:: Try it ::
Give again, word for word, every line below from the one that has "What do you see at coordinates (54, 123)" through the one that has "The height and", both included, and no others.

:: Records provided ::
☆ ☆ ☆ ☆
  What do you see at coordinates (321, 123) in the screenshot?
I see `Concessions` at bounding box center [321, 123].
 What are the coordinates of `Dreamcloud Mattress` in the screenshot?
☆ ☆ ☆ ☆
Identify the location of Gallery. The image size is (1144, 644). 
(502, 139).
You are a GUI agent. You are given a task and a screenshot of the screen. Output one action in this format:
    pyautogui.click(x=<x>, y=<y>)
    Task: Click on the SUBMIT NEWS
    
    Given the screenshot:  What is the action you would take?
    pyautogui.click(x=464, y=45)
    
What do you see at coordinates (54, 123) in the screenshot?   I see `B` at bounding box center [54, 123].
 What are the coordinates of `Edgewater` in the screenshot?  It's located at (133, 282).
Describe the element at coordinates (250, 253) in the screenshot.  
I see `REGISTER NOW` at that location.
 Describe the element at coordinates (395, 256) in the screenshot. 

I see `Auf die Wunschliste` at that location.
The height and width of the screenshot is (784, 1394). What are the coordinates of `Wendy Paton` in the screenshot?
☆ ☆ ☆ ☆
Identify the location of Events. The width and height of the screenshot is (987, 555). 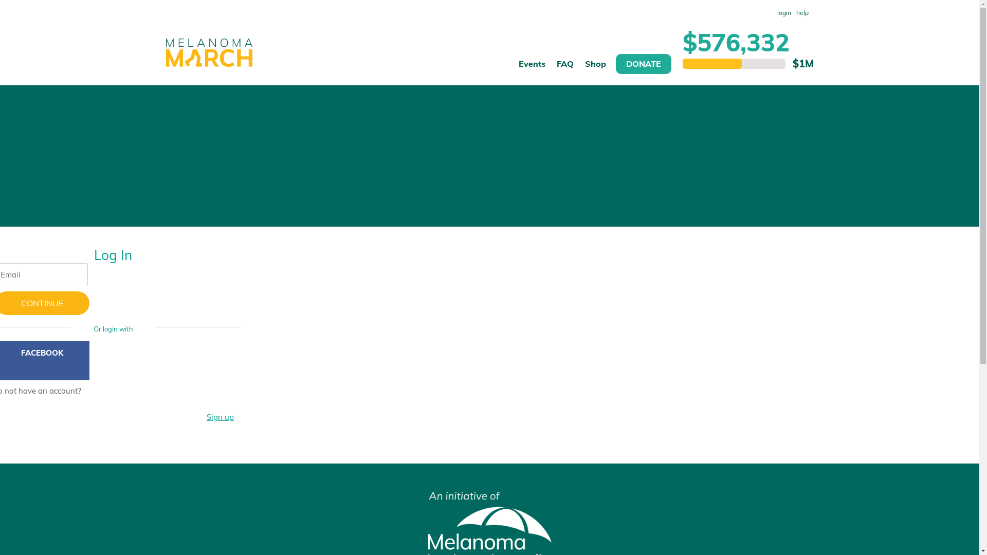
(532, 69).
☆ ☆ ☆ ☆
:: Written response ::
What do you see at coordinates (54, 123) in the screenshot?   I see `B` at bounding box center [54, 123].
 What are the coordinates of `Edgewater` in the screenshot?  It's located at (133, 282).
Describe the element at coordinates (250, 253) in the screenshot.  
I see `REGISTER NOW` at that location.
 Describe the element at coordinates (395, 256) in the screenshot. 

I see `Auf die Wunschliste` at that location.
The height and width of the screenshot is (784, 1394). What are the coordinates of `Wendy Paton` in the screenshot?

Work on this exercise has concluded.